P. G. Wodehouse

P. G. Wodehouse
Sir Pelham Grenville Wodehouse, KBEwas an English author and one of the most widely read humorists of the 20th century. Born in Guildford, the son of a British magistrate based in Hong Kong, Wodehouse spent happy teenage years at Dulwich College, to which he remained devoted all his life. After leaving school he was employed by a bank but disliked the work and turned to writing in his spare time. His early novels were mostly school stories, but he later...
NationalityEnglish
ProfessionWriter
Date of Birth15 October 1881
life husband brain
Chumps always make the best husbands.

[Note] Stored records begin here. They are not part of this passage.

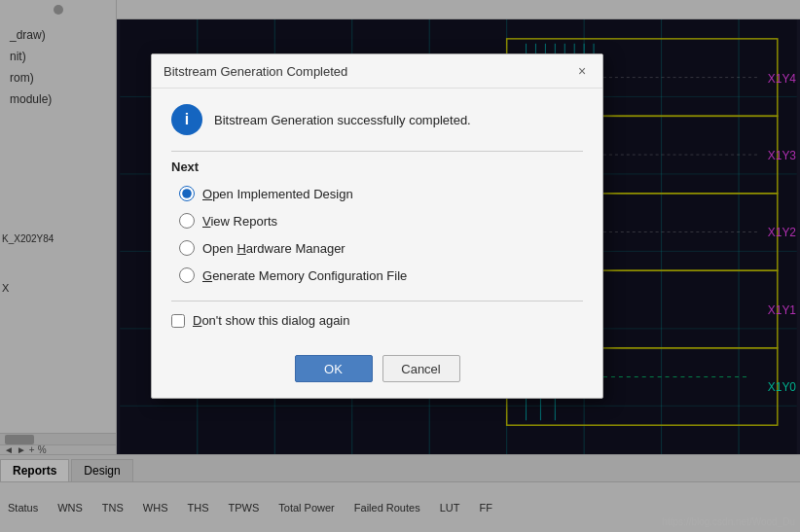 The width and height of the screenshot is (800, 532). Describe the element at coordinates (382, 194) in the screenshot. I see `radio-item-1: Open Implemented Design` at that location.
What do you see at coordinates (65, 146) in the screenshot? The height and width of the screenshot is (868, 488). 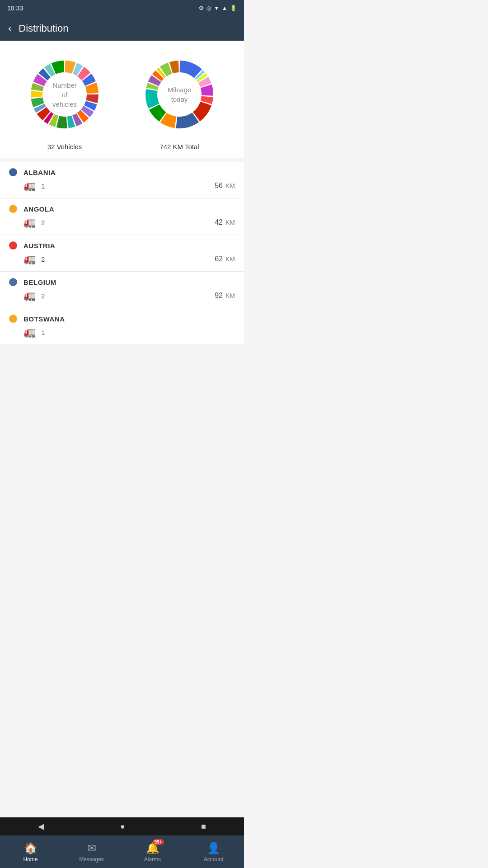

All the unhappy marriages come from the husbands having brains.
sunshine rays scottish
It is never difficult to distinguish between a Scotsman with a grievance and a ray of sunshine.
punishment mirrors glutton-for-punishment
Gussie, a glutton for punishment, stared at himself in the mirror.
dog looks nasty
It was a nasty look. It made me feel as if I were something the dog had brought in and intended to bury later on, when he had time.
wine heart thinking
The storm is over, there is sunlight in my heart. I have a glass of wine and sit thinking of what has passed.
horse golf gambling
Back horses or go down to Throgmorton Street and try to take it away from the Rothschilds, and I will applaud you as a shrewd and cautious financier. But to bet at golf is pure gambling.
work names bob
Work, the what's-its-name of the thingummy and the thing-um-a-bob of the what d'you-call-it.
hero noble stories
I am not always good and noble. I am the hero of this story, but I have my off moments.
party speak
It was one of those parties where you cough twice before you speak and then decide not to say it after all.
age may literature
This is peculiarly an age in which each of us may, if he do but search diligently, find the literature suited to his mental powers.
laughing
When you're alone you don't do much laughing.
ideas debtors good-times
The ideas of debtor and creditor as to what constitutes a good time never coincide.
eye son parent
Unlike the male codfish which, suddenly finding itself the parent of three million five hundred thousand little codfish, cheerfully resolves to love them all, the British aristocracy is apt to look with a somewhat jaundiced eye on its younger sons.
iron demand circumstances
It is true of course, that I have a will of iron, but it can be switched off if the circumstances seem to demand it.